Case Study: Kickin’ out netcode issues with Edgegap
Kickin’ out netcode issues with Edgegap
The Background
Describing Jonah Wallerstein, the developer of KungFu Kickball, as patient and resourceful in building a real-time multiplayer online game as a one-person show would be an understatement.
His journey in developing the online multiplayer is detailed on Game Developer as he explains the challenges he faced trying to mitigate any netcode issues and gives tips on how he resolved them.
The Problem
KungFu Kickball is a fighting-sports game in which players kick, punch and headbutt their way across the field to smash the ball into the opponent’s bell to win points. As any game developer knows, online fighting games are particularly challenging due to the importance of muscle memory and reaction times: a bad netcode can kill the online fighting experience.
From the beginning, Jonah kept netcode top of mind as he wanted to ensure that the game had no lag and no unfair advantage to any given player because of the latency. What’s more: he wanted KungFu Kickball to be crossplay.
Jonah was developing the game with Unity and initially thought of using the Photon PUN plugin for the multiplayer, crossplay aspect of KungFu Kickball. However, he noticed two main issues of how PUN handled player authority:
In peer-to-peer shared authority mode: The gameplay experience would be odd because there was no actual state of sync, especially with how collisions would be handled on each player’s client
In peer-to-peer client-hosted authority: This would cause an unfair advantage for the host with 0ms latency
Jonah started researching how other fighting games handle netcode. He found that lockstep/rollback netcode (GGPO) was often used for peer-to-peer multiplayer games. Nevertheless, he had issues with the traditional implementation of lockstep/rollback netcode.
As Jonah wrote in his article:
"One of the significant issues that can happen with lockstep is a slowdown. Sometimes even rollback isn’t enough to hide the latency between players. And when the game runs out of rollback frames, it must stop and wait for the inputs to arrive. This issue is exacerbated when you have more than two players. If one player has a poor connection, that can slow down the game for everyone else."
That’s when he decided to add impartial authority to the game and created what he dubbed a “server authoritative rollback netcode” instead of peer-to-peer rollback.
But his netcode puzzle was still missing something. The reason? Introducing a server can make response times worse. For example, if the server is in New York and two players in the UK are fighting against each other, the lag would be worse than just having them play peer-to-peer. Having multiple servers was also out of the question because he didn’t want to split up his player base and did not have the luxury of having servers in all regions of the world.
The answer to his puzzle came as a new way of hosting game servers that combine a large server locations pool with immediate availability.
How Edgegap helped
Jonah found Edgegap, which provided him with servers on a per-match basis, thanks to containerization and a proprietary server. As a result, the same two UK players would most likely be assigned a server in England, let’s say, or somewhere very close by. As such, he did not have to split his user base into regions, reducing matchmaking and improving the player experience.
Edgegap not only helps with performance but with the cost aspect as well. “Edgegap allows me to keep the number of servers I’m actively paying for a pretty low while at the same time having a huge network to draw from.”
Finally, integrating Edgegap was blazingly fast and straightforward. Jonah had to turn his server application into a container image and link it to the Edgegap platform. This flip-of-the-switch ease-of-use enabled him to deploy his game anywhere in the world in seconds—and meant KungFu Kickball had state-of-the-art netcode along with the 350 server locations available to him within a few seconds of making an API call. Truly the best of both worlds for this indie game developer with big ambitions.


**Exercise directions**:
Write out the whole listing exactly; no images belong in it.

· · · · · · ·

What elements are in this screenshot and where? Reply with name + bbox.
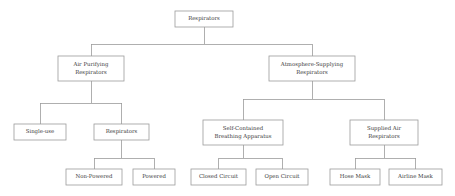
node-label-supplied-air-respirators: Supplied AirRespirators: [367, 125, 401, 140]
node-self-contained-breathing-apparatus[interactable]: Self-ContainedBreathing Apparatus: [203, 120, 283, 145]
node-label-respirators-reusable: Respirators: [106, 128, 138, 135]
node-label-line: Respirators: [75, 69, 107, 76]
respirator-tree-diagram: RespiratorsAir PurifyingRespiratorsAtmos…: [0, 0, 455, 196]
node-label-line: Powered: [142, 173, 166, 179]
node-label-line: Atmosphere-Supplying: [280, 61, 344, 68]
node-airline-mask[interactable]: Airline Mask: [389, 169, 442, 185]
node-label-line: Respirators: [106, 128, 138, 135]
node-label-line: Open Circuit: [264, 173, 300, 180]
node-closed-circuit[interactable]: Closed Circuit: [191, 169, 246, 185]
node-label-line: Respirators: [368, 133, 400, 140]
node-label-airline-mask: Airline Mask: [397, 173, 434, 179]
node-label-line: Self-Contained: [223, 125, 264, 131]
node-hose-mask[interactable]: Hose Mask: [330, 169, 380, 185]
node-label-open-circuit: Open Circuit: [264, 173, 300, 180]
node-label-line: Non-Powered: [76, 173, 113, 179]
node-supplied-air-respirators[interactable]: Supplied AirRespirators: [350, 120, 418, 145]
node-label-line: Closed Circuit: [199, 173, 239, 179]
node-non-powered[interactable]: Non-Powered: [66, 169, 122, 185]
node-atmosphere-supplying-respirators[interactable]: Atmosphere-SupplyingRespirators: [269, 56, 355, 81]
node-label-hose-mask: Hose Mask: [340, 173, 371, 179]
node-label-line: Air Purifying: [73, 61, 110, 68]
node-label-closed-circuit: Closed Circuit: [199, 173, 239, 179]
node-respirators-reusable[interactable]: Respirators: [94, 124, 149, 140]
node-label-line: Respirators: [188, 15, 220, 22]
node-label-air-purifying-respirators: Air PurifyingRespirators: [73, 61, 110, 76]
node-label-line: Single-use: [26, 128, 55, 135]
node-open-circuit[interactable]: Open Circuit: [256, 169, 308, 185]
node-label-line: Respirators: [296, 69, 328, 76]
node-label-powered: Powered: [142, 173, 166, 179]
node-label-line: Supplied Air: [367, 125, 401, 132]
node-label-line: Hose Mask: [340, 173, 371, 179]
node-layer: RespiratorsAir PurifyingRespiratorsAtmos…: [14, 11, 442, 185]
node-single-use[interactable]: Single-use: [14, 124, 66, 140]
node-respirators[interactable]: Respirators: [175, 11, 233, 27]
node-label-line: Breathing Apparatus: [214, 133, 271, 140]
connector-layer: [40, 27, 416, 169]
node-label-single-use: Single-use: [26, 128, 55, 135]
node-label-non-powered: Non-Powered: [76, 173, 113, 179]
tree-canvas: RespiratorsAir PurifyingRespiratorsAtmos…: [0, 0, 455, 196]
node-air-purifying-respirators[interactable]: Air PurifyingRespirators: [58, 56, 124, 81]
node-label-line: Airline Mask: [397, 173, 434, 179]
node-powered[interactable]: Powered: [133, 169, 175, 185]
node-label-respirators: Respirators: [188, 15, 220, 22]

· · · · · · ·

**Answer box**:
What elements are in this screenshot and where? Reply with name + bbox.
node-label-supplied-air-respirators: Supplied AirRespirators: [367, 125, 401, 140]
node-self-contained-breathing-apparatus[interactable]: Self-ContainedBreathing Apparatus: [203, 120, 283, 145]
node-label-respirators-reusable: Respirators: [106, 128, 138, 135]
node-label-line: Respirators: [75, 69, 107, 76]
respirator-tree-diagram: RespiratorsAir PurifyingRespiratorsAtmos…: [0, 0, 455, 196]
node-label-line: Powered: [142, 173, 166, 179]
node-label-line: Atmosphere-Supplying: [280, 61, 344, 68]
node-airline-mask[interactable]: Airline Mask: [389, 169, 442, 185]
node-label-line: Respirators: [106, 128, 138, 135]
node-label-line: Open Circuit: [264, 173, 300, 180]
node-closed-circuit[interactable]: Closed Circuit: [191, 169, 246, 185]
node-label-line: Respirators: [368, 133, 400, 140]
node-label-airline-mask: Airline Mask: [397, 173, 434, 179]
node-label-line: Self-Contained: [223, 125, 264, 131]
node-hose-mask[interactable]: Hose Mask: [330, 169, 380, 185]
node-label-open-circuit: Open Circuit: [264, 173, 300, 180]
node-label-line: Non-Powered: [76, 173, 113, 179]
node-supplied-air-respirators[interactable]: Supplied AirRespirators: [350, 120, 418, 145]
node-label-line: Closed Circuit: [199, 173, 239, 179]
node-non-powered[interactable]: Non-Powered: [66, 169, 122, 185]
node-atmosphere-supplying-respirators[interactable]: Atmosphere-SupplyingRespirators: [269, 56, 355, 81]
node-label-hose-mask: Hose Mask: [340, 173, 371, 179]
node-label-line: Air Purifying: [73, 61, 110, 68]
node-label-closed-circuit: Closed Circuit: [199, 173, 239, 179]
node-respirators-reusable[interactable]: Respirators: [94, 124, 149, 140]
node-label-line: Respirators: [188, 15, 220, 22]
node-label-air-purifying-respirators: Air PurifyingRespirators: [73, 61, 110, 76]
node-label-line: Single-use: [26, 128, 55, 135]
node-open-circuit[interactable]: Open Circuit: [256, 169, 308, 185]
node-label-line: Respirators: [296, 69, 328, 76]
node-label-powered: Powered: [142, 173, 166, 179]
node-label-line: Supplied Air: [367, 125, 401, 132]
node-label-line: Hose Mask: [340, 173, 371, 179]
node-layer: RespiratorsAir PurifyingRespiratorsAtmos…: [14, 11, 442, 185]
node-single-use[interactable]: Single-use: [14, 124, 66, 140]
node-respirators[interactable]: Respirators: [175, 11, 233, 27]
node-label-line: Breathing Apparatus: [214, 133, 271, 140]
connector-layer: [40, 27, 416, 169]
node-label-single-use: Single-use: [26, 128, 55, 135]
node-label-non-powered: Non-Powered: [76, 173, 113, 179]
tree-canvas: RespiratorsAir PurifyingRespiratorsAtmos…: [0, 0, 455, 196]
node-air-purifying-respirators[interactable]: Air PurifyingRespirators: [58, 56, 124, 81]
node-label-line: Airline Mask: [397, 173, 434, 179]
node-powered[interactable]: Powered: [133, 169, 175, 185]
node-label-respirators: Respirators: [188, 15, 220, 22]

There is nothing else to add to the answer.